Biodiversity is a challenge for everyone and we must tackle it together

In 2015, the National Federation of Builders (NFB) sat around a table with Natural England (NE) to once again discuss the onerous process of environmental impact assessments.

This topic has come up on many occasions but it wasn’t until NE announced a ground-breaking DNA test(1), which surveyed the connectivity of the Great Crested Newt (GCN), that the potential of simplifying assessments while protecting the environment really took off.

Initial discussions, stemming from the NFB’s involvement in the NE Development Industry Group, saw NE policy members attend the House Builders Association (HBA) board meeting, the housebuilding division of the NFB, to see how members could get involved in a GCN pilot in Woking.

This productive and candid meeting led to HBA board members participating in surveys, roundtables and project testing to make sure the schemes structure was deliverable.

It was therefore no surprise that the GCN trial was deemed a success, with one HBA member even purchasing land for a newt habitat.

The trial was rolled out to a handful of other local authorities under ‘district licensing’(2) and when the Government announced their net gain consultation, it also asked whether district licensing should be rolled out across the UK. Unsurprisingly, the industry said yes.

Yet the GCN is not the collaboration the NFB is most excited about. While we have sped up environmental applications, reduced bureaucracy and saved many thousands of newts, the real prize is the introduction of biodiversity net gain (BNG).

The HBA first got involved with BNG during the final consultation period of the GCN trial(3). As the connectivity of GCN was being mapped, the HBA suggested that if many more species could also be included, many more conservation opportunities and industries might be spawned.

NE had already considered the impact of such a scheme but was concerned that industry pushback would stifle change. However, with new partnerships comes renewed faith and the NFB and HBA were keen to explore any ideas that NE had.

One of those ideas was testing whether other species, such as bats, were candidates for district licensing and net gain. After some preliminary research and frustratingly for industry, it became increasingly obvious to NE ecologists that the ‘one size fits all’ model would not work for some bat species.

Yet, rather than bringing the discussion to a close, the HBA saw this as an opportunity to move the goalposts and suggested that more could be done onsite to support bats and other species. NE agreed.

Onsite is great for a number of reasons. Not only does it stimulate environmental innovation, for example in swift bricks, which are nesting accommodations for the swift birds, but it encourages developers to think about designing in conservation before submitting a planning application.

The NFB and HBA believe this approach is vital because offsite contributions, while valuable, will not solve the issues that many have with building in and around our greenspaces. Onsite support will. We are so confident in this that we were the only construction trade association who did not want small sites to be exempted from BNG.

So much progress has been made by NE that the Government has decided to bring forward their ambition to mandate BNG(4) by an estimated three years. They have also expressed a willingness to financially support onsite guidance, so that the wider construction industry can do more to blend developments into the environment.

The NFB is immensely proud of the working relationship we have with NE because the environment is part of Britain’s construction challenge. BNG might be at the start of its journey but we know that by working together, we can make sure it’s a policy that supports, not undermines our environmental and placemaking ambitions.

This guest blog was provided by Richard Beresford, chief executive of the National Federation of Builders.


§ AIM OF THE TASK
The full listing, written out exactly and without images, is the expected result.

§ EXERCISE MATERIAL
%%

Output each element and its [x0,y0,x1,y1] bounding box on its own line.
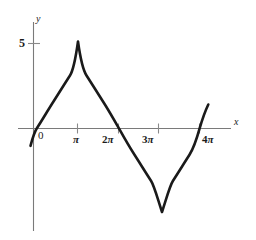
pi-symbol: π [148,133,154,145]
pi-symbol: π [73,133,79,145]
y-axis-label: y [36,14,40,24]
pi-symbol: π [208,133,214,145]
x-tick-label-pi: π [73,134,79,145]
plot-canvas [0,0,256,240]
x-tick-label-2pi: 2π [102,134,114,145]
graph-figure: y x 5 0 π 2π 3π 4π [0,0,256,240]
sine-curve [31,42,209,213]
x-tick-label-3pi: 3π [142,134,154,145]
x-tick-label-4pi: 4π [202,134,214,145]
x-tick-label-origin: 0 [38,130,44,141]
x-axis-label: x [234,117,238,127]
y-tick-label-5: 5 [19,37,25,49]
pi-symbol: π [108,133,114,145]
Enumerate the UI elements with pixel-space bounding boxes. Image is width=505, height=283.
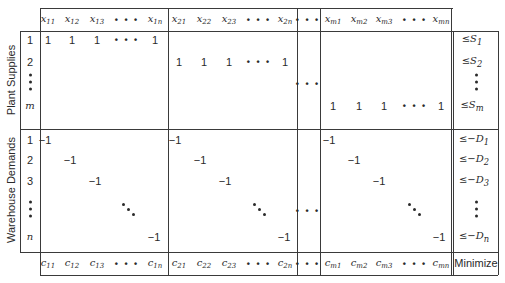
rhs-supply-1: ≤S1 — [462, 33, 483, 48]
demand-coef-g1: −1 — [89, 175, 102, 187]
rhs-demand-ellipsis — [474, 201, 478, 222]
col-divider-3 — [320, 8, 321, 275]
rhs-divider-a — [451, 8, 452, 275]
demand-row-label-n: n — [27, 231, 33, 243]
header-var-21: x21 — [172, 13, 187, 28]
demand-coef-g3: −1 — [348, 154, 361, 166]
supply-coef-row-1: 1 — [152, 34, 158, 46]
header-var-1n: x1n — [148, 13, 163, 28]
supply-coef-row-1: 1 — [45, 34, 51, 46]
demand-middle-ellipsis: • • • — [296, 205, 320, 217]
demand-coef-g3: −1 — [323, 134, 336, 146]
header-var-mn: xmn — [433, 13, 450, 28]
rhs-supply-ellipsis — [474, 74, 478, 95]
supply-row-label-1: 1 — [27, 34, 33, 46]
cost-bottom-border — [40, 275, 498, 276]
demand-bottom-border — [20, 252, 498, 253]
supply-coef-row-m: 1 — [381, 100, 387, 112]
supply-coef-row-1: • • • — [115, 34, 139, 46]
cost-1n: c1n — [148, 257, 163, 272]
header-ellipsis: • • • — [115, 14, 139, 26]
rhs-right-border — [498, 31, 499, 275]
supply-coef-row-2: 1 — [201, 56, 207, 68]
cost-ellipsis: • • • — [115, 258, 139, 270]
cost-m3: cm3 — [376, 257, 393, 272]
rhs-supply-m: ≤Sm — [460, 99, 483, 114]
header-var-m3: xm3 — [376, 13, 393, 28]
supply-row-label-ellipsis — [28, 74, 32, 95]
objective-label: Minimize — [454, 257, 497, 269]
rhs-demand-n: ≤−Dn — [459, 230, 489, 245]
cost-ellipsis: • • • — [403, 258, 427, 270]
cost-22: c22 — [197, 257, 212, 272]
supply-coef-row-m: 1 — [356, 100, 362, 112]
header-var-13: x13 — [90, 13, 105, 28]
header-top-border — [40, 8, 453, 9]
supply-demand-divider — [20, 129, 498, 130]
demand-coef-g1: −1 — [39, 134, 52, 146]
demand-coef-g3: −1 — [373, 175, 386, 187]
supply-coef-row-2: 1 — [176, 56, 182, 68]
header-var-2n: x2n — [278, 13, 293, 28]
side-label-warehouse-demands: Warehouse Demands — [5, 137, 17, 243]
rhs-demand-1: ≤−D1 — [459, 133, 489, 148]
header-var-22: x22 — [197, 13, 212, 28]
rhs-supply-2: ≤S2 — [462, 55, 483, 70]
demand-coef-g1: −1 — [148, 231, 161, 243]
demand-diagonal-ellipsis-g2 — [253, 203, 279, 221]
demand-coef-g2: −1 — [219, 175, 232, 187]
supply-coef-row-2: 1 — [226, 56, 232, 68]
cost-2n: c2n — [278, 257, 293, 272]
demand-coef-g2: −1 — [169, 134, 182, 146]
header-bottom-border — [20, 31, 498, 32]
side-label-plant-supplies: Plant Supplies — [5, 45, 17, 115]
header-var-m2: xm2 — [351, 13, 368, 28]
demand-coef-g2: −1 — [278, 231, 291, 243]
supply-coef-row-m: • • • — [403, 100, 427, 112]
cost-ellipsis: • • • — [247, 258, 271, 270]
cost-11: c11 — [41, 257, 56, 272]
supply-coef-row-m: 1 — [438, 100, 444, 112]
rhs-divider-b — [453, 31, 454, 275]
header-ellipsis: • • • — [403, 14, 427, 26]
cost-mn: cmn — [433, 257, 450, 272]
supply-coef-row-1: 1 — [69, 34, 75, 46]
col-divider-2 — [297, 8, 298, 275]
supply-coef-row-2: • • • — [247, 56, 271, 68]
demand-row-label-2: 2 — [27, 154, 33, 166]
demand-diagonal-ellipsis-g3 — [408, 203, 434, 221]
demand-coef-g2: −1 — [194, 154, 207, 166]
supply-row-label-m: m — [25, 100, 34, 112]
header-var-23: x23 — [222, 13, 237, 28]
left-label-border — [20, 31, 21, 252]
supply-coef-row-1: 1 — [94, 34, 100, 46]
header-var-12: x12 — [65, 13, 80, 28]
supply-middle-ellipsis: • • • — [296, 78, 320, 90]
header-var-11: x11 — [41, 13, 56, 28]
cost-m1: cm1 — [325, 257, 342, 272]
demand-diagonal-ellipsis-g1 — [122, 203, 148, 221]
header-var-m1: xm1 — [325, 13, 342, 28]
cost-m2: cm2 — [351, 257, 368, 272]
demand-row-label-ellipsis — [28, 201, 32, 222]
demand-coef-g1: −1 — [64, 154, 77, 166]
rhs-demand-2: ≤−D2 — [459, 153, 489, 168]
header-ellipsis: • • • — [247, 14, 271, 26]
supply-coef-row-m: 1 — [330, 100, 336, 112]
cost-middle-ellipsis: • • • — [296, 258, 320, 270]
demand-row-label-1: 1 — [27, 134, 33, 146]
supply-row-label-2: 2 — [27, 56, 33, 68]
demand-coef-g3: −1 — [433, 231, 446, 243]
cost-23: c23 — [222, 257, 237, 272]
cost-13: c13 — [90, 257, 105, 272]
supply-coef-row-2: 1 — [282, 56, 288, 68]
header-middle-ellipsis: • • • — [296, 14, 320, 26]
cost-12: c12 — [65, 257, 80, 272]
cost-21: c21 — [172, 257, 187, 272]
rhs-demand-3: ≤−D3 — [459, 174, 489, 189]
demand-row-label-3: 3 — [27, 175, 33, 187]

%%

§ OUTPUT OF THE EXERCISE
Output each element and its [x0,y0,x1,y1] bounding box on its own line.
pi-symbol: π [148,133,154,145]
pi-symbol: π [73,133,79,145]
y-axis-label: y [36,14,40,24]
pi-symbol: π [208,133,214,145]
x-tick-label-pi: π [73,134,79,145]
plot-canvas [0,0,256,240]
x-tick-label-2pi: 2π [102,134,114,145]
graph-figure: y x 5 0 π 2π 3π 4π [0,0,256,240]
sine-curve [31,42,209,213]
x-tick-label-3pi: 3π [142,134,154,145]
x-tick-label-4pi: 4π [202,134,214,145]
x-tick-label-origin: 0 [38,130,44,141]
x-axis-label: x [234,117,238,127]
y-tick-label-5: 5 [19,37,25,49]
pi-symbol: π [108,133,114,145]
Enumerate the UI elements with pixel-space bounding boxes. Image is width=505, height=283.
rhs-supply-1: ≤S1 — [462, 33, 483, 48]
demand-coef-g1: −1 — [89, 175, 102, 187]
rhs-demand-ellipsis — [474, 201, 478, 222]
col-divider-3 — [320, 8, 321, 275]
rhs-divider-a — [451, 8, 452, 275]
demand-row-label-n: n — [27, 231, 33, 243]
header-var-21: x21 — [172, 13, 187, 28]
demand-coef-g3: −1 — [348, 154, 361, 166]
supply-coef-row-1: 1 — [152, 34, 158, 46]
header-var-1n: x1n — [148, 13, 163, 28]
supply-coef-row-1: 1 — [45, 34, 51, 46]
demand-middle-ellipsis: • • • — [296, 205, 320, 217]
demand-coef-g3: −1 — [323, 134, 336, 146]
header-var-mn: xmn — [433, 13, 450, 28]
rhs-supply-ellipsis — [474, 74, 478, 95]
supply-row-label-1: 1 — [27, 34, 33, 46]
cost-bottom-border — [40, 275, 498, 276]
demand-bottom-border — [20, 252, 498, 253]
supply-coef-row-m: 1 — [381, 100, 387, 112]
supply-coef-row-1: • • • — [115, 34, 139, 46]
cost-1n: c1n — [148, 257, 163, 272]
header-ellipsis: • • • — [115, 14, 139, 26]
rhs-right-border — [498, 31, 499, 275]
supply-coef-row-2: 1 — [201, 56, 207, 68]
cost-ellipsis: • • • — [115, 258, 139, 270]
cost-m3: cm3 — [376, 257, 393, 272]
rhs-supply-m: ≤Sm — [460, 99, 483, 114]
header-var-m3: xm3 — [376, 13, 393, 28]
supply-row-label-ellipsis — [28, 74, 32, 95]
objective-label: Minimize — [454, 257, 497, 269]
rhs-demand-n: ≤−Dn — [459, 230, 489, 245]
cost-ellipsis: • • • — [403, 258, 427, 270]
cost-22: c22 — [197, 257, 212, 272]
supply-coef-row-m: 1 — [356, 100, 362, 112]
header-var-13: x13 — [90, 13, 105, 28]
header-top-border — [40, 8, 453, 9]
supply-demand-divider — [20, 129, 498, 130]
demand-coef-g1: −1 — [39, 134, 52, 146]
demand-coef-g3: −1 — [373, 175, 386, 187]
supply-coef-row-2: 1 — [176, 56, 182, 68]
header-var-2n: x2n — [278, 13, 293, 28]
side-label-warehouse-demands: Warehouse Demands — [5, 137, 17, 243]
rhs-demand-1: ≤−D1 — [459, 133, 489, 148]
header-var-22: x22 — [197, 13, 212, 28]
rhs-supply-2: ≤S2 — [462, 55, 483, 70]
demand-coef-g1: −1 — [148, 231, 161, 243]
demand-diagonal-ellipsis-g2 — [253, 203, 279, 221]
demand-coef-g2: −1 — [219, 175, 232, 187]
supply-coef-row-2: 1 — [226, 56, 232, 68]
cost-2n: c2n — [278, 257, 293, 272]
demand-coef-g2: −1 — [169, 134, 182, 146]
header-bottom-border — [20, 31, 498, 32]
side-label-plant-supplies: Plant Supplies — [5, 45, 17, 115]
header-var-m2: xm2 — [351, 13, 368, 28]
demand-coef-g2: −1 — [278, 231, 291, 243]
supply-coef-row-m: • • • — [403, 100, 427, 112]
cost-ellipsis: • • • — [247, 258, 271, 270]
cost-11: c11 — [41, 257, 56, 272]
supply-coef-row-m: 1 — [438, 100, 444, 112]
rhs-divider-b — [453, 31, 454, 275]
header-ellipsis: • • • — [403, 14, 427, 26]
cost-mn: cmn — [433, 257, 450, 272]
supply-coef-row-1: 1 — [69, 34, 75, 46]
col-divider-2 — [297, 8, 298, 275]
supply-coef-row-2: • • • — [247, 56, 271, 68]
demand-row-label-2: 2 — [27, 154, 33, 166]
demand-diagonal-ellipsis-g3 — [408, 203, 434, 221]
demand-coef-g2: −1 — [194, 154, 207, 166]
supply-row-label-m: m — [25, 100, 34, 112]
header-var-23: x23 — [222, 13, 237, 28]
left-label-border — [20, 31, 21, 252]
supply-coef-row-1: 1 — [94, 34, 100, 46]
header-var-12: x12 — [65, 13, 80, 28]
supply-middle-ellipsis: • • • — [296, 78, 320, 90]
header-var-11: x11 — [41, 13, 56, 28]
cost-m1: cm1 — [325, 257, 342, 272]
demand-diagonal-ellipsis-g1 — [122, 203, 148, 221]
header-var-m1: xm1 — [325, 13, 342, 28]
cost-m2: cm2 — [351, 257, 368, 272]
demand-row-label-ellipsis — [28, 201, 32, 222]
demand-coef-g1: −1 — [64, 154, 77, 166]
rhs-demand-2: ≤−D2 — [459, 153, 489, 168]
header-ellipsis: • • • — [247, 14, 271, 26]
supply-coef-row-m: 1 — [330, 100, 336, 112]
cost-middle-ellipsis: • • • — [296, 258, 320, 270]
demand-row-label-1: 1 — [27, 134, 33, 146]
supply-row-label-2: 2 — [27, 56, 33, 68]
demand-coef-g3: −1 — [433, 231, 446, 243]
cost-23: c23 — [222, 257, 237, 272]
cost-13: c13 — [90, 257, 105, 272]
supply-coef-row-2: 1 — [282, 56, 288, 68]
header-middle-ellipsis: • • • — [296, 14, 320, 26]
cost-12: c12 — [65, 257, 80, 272]
cost-21: c21 — [172, 257, 187, 272]
rhs-demand-3: ≤−D3 — [459, 174, 489, 189]
demand-row-label-3: 3 — [27, 175, 33, 187]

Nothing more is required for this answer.